Sunday 19 February 2017

The Excesses of Capitalism

The government - we are told - is necessary to protect us from the excesses of capitalism, and whatever gripes the average person might have about their elected officials, almost all of them can agree upon this.

But there's a problem with thinking the government can ever enter the economy as a fair referee rather than merely playing into the hands of whatever factions are most rich, powerful, and influential; because as soon as a corporations can make more money by angling for government favours than they can by serving customers that is exactly what they are going to do. Not necessarily because they are evil - but because it becomes the rational thing to do.

On an open market where only voluntary exchanges are permitted a business can only turn a profit by  providing something that the general buying public wants. No matter how greedy the corporate fat-cats may be, if they fail to 'cough up the goods' (and services) that people want they will go to the wall. [all puns intended] In this way the market forces otherwise self-interested people to apply their self-interest to social ends.

Critics may still complain about "tooth and nail" competition, but at least on a free market firms are competing to serve you better and win your disposable income. As soon as the government intervenes in the economy one thing is for sure: companies will compete for control over legislative bodies and the strings of the public purse. This is where the real "tooth and nail" begins.


According to The Sunlight Foundation for each of the 5.8 billion dollars spent by America's 200 most politically active corporations between 2007 and 2012 on federal lobbying and campaign contributions by they got $741 in return in kickbacks and benefits.

To pay for these kickbacks tax-payers were left $4.3 trillion dollars poorer - but that's not all.  $5.8 billion was spent in political gaming instead of invested in jobs and product development. These incentives drive companies to misallocate resources by making products that the general public doesn't want profitable, and products that they do unprofitable. In other words, the government has become the client of these corporations rather than their customers.

Firms might lobby or contribute to political campaigns to earn the exclusive right to provide government with their products. This will give them a huge advantage over competitors even if they are producing inferior or more expensive services. They can lobby for subsidies on their own goods or tariffs on cheaper or superior competitors.They can get the government to pass laws about who can and cannot operate in their sector.

Mandatory licenses, fees, reviews, huge stacks of forms, inspections, make it expensive for small start up businesses to enter the market and compete on an equal playing field. Companies spend millions of dollars on accountants, lawyers, actuaries and bureaucrats - not to mention tens of thousands of hours - to make sure they comply with the entangling webs of red tape, and make no mistake this harms the public. The costs are reflected in the price of products, and those are millions of dollars and tens of thousands of hours that are not being spent on more productive work that would benefit others. The rounds of "regulation" inflate corporate profits more and more, by cutting small firms out the market and directing sales to bigger firms who can afford specialists or whole departments to play the game.

By changing the incentive structure of the economy to favour profit through political influence over serving customers the government corrupts the market rather than moderating its excesses.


WORK REQUEST ->
Scan the lines below for the string "ylabel" and copy every one that has it.

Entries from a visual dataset
Content starts
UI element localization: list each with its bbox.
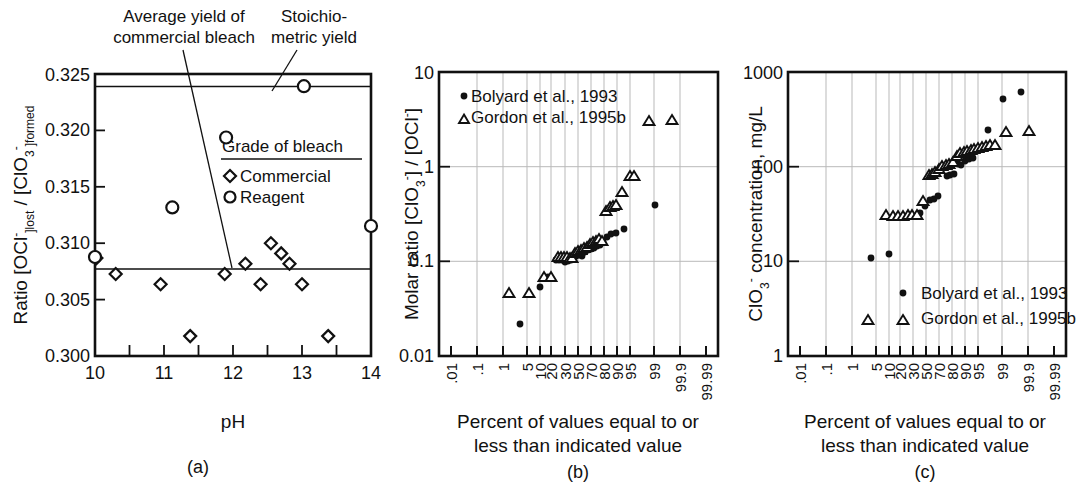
- data-point: [255, 278, 267, 290]
- stoich-yield-note-line1: Stoichio-: [281, 7, 347, 26]
- panel-a-xticks: 10 11 12 13 14: [85, 345, 381, 383]
- panel-b-xtick-14: 99.99: [698, 363, 715, 401]
- data-point: [296, 278, 308, 290]
- panel-b-xtick-13: 99.9: [672, 363, 689, 392]
- data-point: [322, 330, 334, 342]
- panel-c-legend-item-gordon: Gordon et al., 1995b: [921, 309, 1076, 328]
- legend-commercial-diamond-icon: [224, 170, 236, 182]
- avg-yield-note-line2: commercial bleach: [113, 28, 255, 47]
- data-point: [265, 237, 277, 249]
- panel-b-xtick-11: 95: [622, 363, 639, 380]
- legend-gordon-triangle-icon: [459, 115, 469, 124]
- panel-c-xtick-1: .1: [818, 363, 835, 376]
- panel-c-ytick-3: 1000: [743, 63, 783, 83]
- data-point: [918, 196, 929, 205]
- panel-c-xlabel-line2: less than indicated value: [821, 435, 1029, 456]
- data-point: [155, 278, 167, 290]
- panel-c-xtick-0: .01: [792, 363, 809, 384]
- panel-c-ylabel: ClO3- concentration, mg/L: [744, 106, 772, 322]
- panel-a-xtick-4: 14: [361, 363, 381, 383]
- panel-b: Molar ratio [ClO3-] / [OCl-]: [399, 63, 718, 482]
- legend-gordon-triangle-icon: [898, 315, 909, 324]
- data-point: [935, 193, 942, 200]
- panel-c-xlabel-line1: Percent of values equal to or: [804, 411, 1047, 432]
- data-point: [886, 251, 893, 258]
- panel-a-legend-item-reagent: Reagent: [240, 188, 305, 207]
- panel-b-ytick-1: 0.1: [409, 251, 434, 271]
- data-point: [868, 255, 875, 262]
- panel-c-xtick-2: 1: [844, 363, 861, 371]
- legend-bolyard-dot-icon: [900, 290, 907, 297]
- data-point: [985, 127, 992, 134]
- data-point: [537, 284, 544, 291]
- panel-b-xlabel-line2: less than indicated value: [474, 435, 682, 456]
- stoich-yield-leader-line: [272, 50, 297, 91]
- data-point: [365, 220, 377, 232]
- panel-a-ylabel: Ratio [OCl-]lost / [ClO3-]formed: [9, 106, 37, 325]
- panel-c-xtick-12: 99: [994, 363, 1011, 380]
- panel-a-series-commercial: [90, 237, 334, 342]
- svg-text:ClO3- concentration, mg/L: ClO3- concentration, mg/L: [744, 106, 772, 322]
- panel-c-legend: Bolyard et al., 1993 Gordon et al., 1995…: [898, 284, 1077, 328]
- data-point: [184, 330, 196, 342]
- panel-a-ytick-3: 0.315: [45, 177, 90, 197]
- legend-bolyard-dot-icon: [461, 93, 468, 100]
- panel-c-ytick-1: 10: [763, 251, 783, 271]
- data-point: [166, 201, 178, 213]
- panel-a-xtick-2: 12: [223, 363, 243, 383]
- data-point: [644, 116, 655, 125]
- data-point: [613, 230, 620, 237]
- data-point: [275, 247, 287, 259]
- panel-a-ytick-4: 0.320: [45, 120, 90, 140]
- data-point: [1018, 89, 1025, 96]
- panel-a-ytick-2: 0.310: [45, 233, 90, 253]
- data-point: [504, 288, 515, 297]
- data-point: [951, 171, 958, 178]
- panel-c-xtick-13: 99.9: [1020, 363, 1037, 392]
- panel-a-xtick-0: 10: [85, 363, 105, 383]
- panel-c-xtick-14: 99.99: [1046, 363, 1063, 401]
- panel-c-legend-item-bolyard: Bolyard et al., 1993: [921, 284, 1067, 303]
- panel-c: ClO3- concentration, mg/L: [743, 63, 1076, 482]
- panel-a-ytick-1: 0.305: [45, 290, 90, 310]
- data-point: [89, 251, 101, 263]
- data-point: [298, 80, 310, 92]
- data-point: [1024, 126, 1035, 135]
- panel-b-legend-item-bolyard: Bolyard et al., 1993: [471, 87, 617, 106]
- data-point: [239, 258, 251, 270]
- panel-b-xtick-12: 99: [646, 363, 663, 380]
- panel-b-xtick-1: .1: [469, 363, 486, 376]
- panel-b-xticks: .01 .1 1 5 10 20 30 50 70 80 90 95 99 99…: [443, 346, 715, 401]
- avg-yield-note-line1: Average yield of: [123, 7, 245, 26]
- data-point: [517, 321, 524, 328]
- panel-c-xtick-11: 95: [970, 363, 987, 380]
- data-point: [524, 288, 535, 297]
- data-point: [1000, 96, 1007, 103]
- panel-c-xticks: .01 .1 1 5 10 20 30 50 70 80 90 95 99 99…: [792, 346, 1063, 401]
- panel-a-xtick-3: 13: [292, 363, 312, 383]
- panel-a-xtick-1: 11: [155, 363, 174, 383]
- panel-c-label: (c): [915, 462, 936, 482]
- panel-a-ytick-0: 0.300: [45, 346, 90, 366]
- panel-a-plot-frame: [95, 74, 371, 356]
- data-point: [220, 132, 232, 144]
- panel-b-series-bolyard: [517, 202, 659, 328]
- panel-b-xtick-0: .01: [443, 363, 460, 384]
- figure-svg: Average yield of commercial bleach Stoic…: [0, 0, 1087, 485]
- panel-a-ytick-5: 0.325: [45, 65, 90, 85]
- panel-a-xlabel: pH: [221, 411, 245, 432]
- legend-reagent-circle-icon: [225, 192, 236, 203]
- panel-c-ytick-2: 100: [753, 157, 783, 177]
- panel-a-legend: Grade of bleach Commercial Reagent: [221, 137, 362, 207]
- panel-b-legend: Bolyard et al., 1993 Gordon et al., 1995…: [459, 87, 626, 127]
- data-point: [546, 272, 557, 281]
- panel-b-ytick-0: 0.01: [399, 346, 434, 366]
- figure-root: Average yield of commercial bleach Stoic…: [0, 0, 1087, 485]
- panel-a: Average yield of commercial bleach Stoic…: [9, 7, 381, 477]
- panel-b-xtick-2: 1: [495, 363, 512, 371]
- panel-c-ytick-0: 1: [773, 346, 783, 366]
- data-point: [652, 202, 659, 209]
- svg-text:Molar ratio [ClO3-] / [OCl-]: Molar ratio [ClO3-] / [OCl-]: [400, 108, 428, 320]
- panel-a-legend-item-commercial: Commercial: [240, 167, 331, 186]
- data-point: [617, 187, 628, 196]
Content ends
ANSWER SPACE ->
- panel-c-ylabel: ClO3- concentration, mg/L: [744, 106, 772, 322]
- panel-a-ylabel: Ratio [OCl-]lost / [ClO3-]formed: [9, 106, 37, 325]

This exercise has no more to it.